Standards in the VIDE Project

The standards relevant to the project can be assigned into the following categories:

Below we list the main standards identified as belonging to the first of the above categories - that is - to the initial selection of standards to which the VIDE is intended to comply.

UML 2

Unified Modeling Language is a specification language for object modelling defined at the OMG. UML2 Action Semantics is an essential part of UML 2.0 for the VIDE project. The inclusion of the action programming elements into the UML reflect the intent to make it possible to provide a complete and precise imperative-style specification of software behaviour already at the level of platform-independent model. Theoretically, this opens the way for the most challenging flavour of applying the Model Driven Architecture (MDA) principles - namely, the one often called "executable modelling", which assumes:

Those aims have not yet been effectively achieved in the area of business, data intensive applications. VIDE project will research the issues of applying a strict MDA approach to this kind of applications. One of the challenges is to bring the relevant elements of UML on the appropriate level of precision - to remove any ambiguities considering the data structures and the details of behaviour implied by the UML models.

Apart from that, in the course of the project a concrete (textual and visual) syntax for UML Actions and a part of UML Activities units will be proposed. The syntax is intended to complement the existing standardized UML notation to provide a complete and highly intuitive means of specifying a complete behaviour of the system.

MOF

Meta-Object Facility is standard for Model Driven Engineering, proposed by the OMG. MOF provides a meta-meta-model at the top layer and means to create and manipulate models and meta-models. There are two relevant versions of this standard, MOF 1.4 (Object Management Group 2002) and MOF 2.0 (Object Management Group 2004). The MOF can be important for VIDE as the foundation of standard-compliant model exchange. This requirement is however dependent on the level of adoption of the standard in the industry.

OCL

The Object Constraint Language statements serve as the most precise means of model specification within the UML and MOF model and meta-model definitions. For that purpose OCL was defined to be able to express constraints for any kind of UML elements. OCL moreover provides means to express any (first-order) query on some instance of a UML class diagram. Although the behaviour specification of in VIDE is not intended to be based on constraints, the OCL plays significant role in the project since it has been chosen as the mean to provide UML behaviour elements with the capabilities of a query language.
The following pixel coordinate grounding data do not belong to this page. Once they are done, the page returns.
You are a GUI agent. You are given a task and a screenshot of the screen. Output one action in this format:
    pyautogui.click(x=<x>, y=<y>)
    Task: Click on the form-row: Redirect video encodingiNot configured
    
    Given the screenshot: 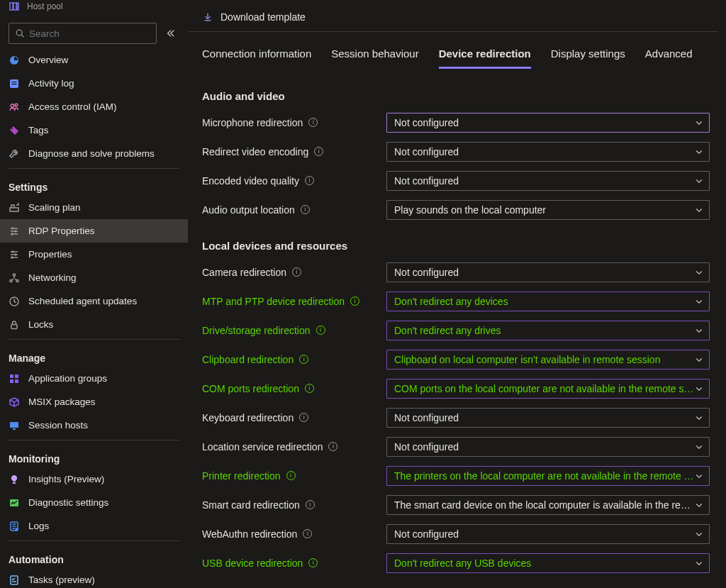 What is the action you would take?
    pyautogui.click(x=459, y=152)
As far as we know, the use of OCL as a platform-independent query language for data intensive applications (to query the M0 level objects of the OMG metalevel architecture), although anticipated in the OCL specification, has not been implemented so far. It is therefore, is a novel and rather unique, thus challenging, effort of the VIDE project.

BPMN

Business Process Modelling Notation. The OMG standard BPMN provides a notation that is understandable by business users, including business analysts (creating the initial drafts of the processes), the technical developers (responsible for implementing the technology that will perform those processes), and the business people (who will manage and monitor those processes).

VIDE project is to address the business process modelling, to join the software model with the business-oriented view. The integration is intended to achieve traceability between the business process view and the application modelled at the platform-independent level.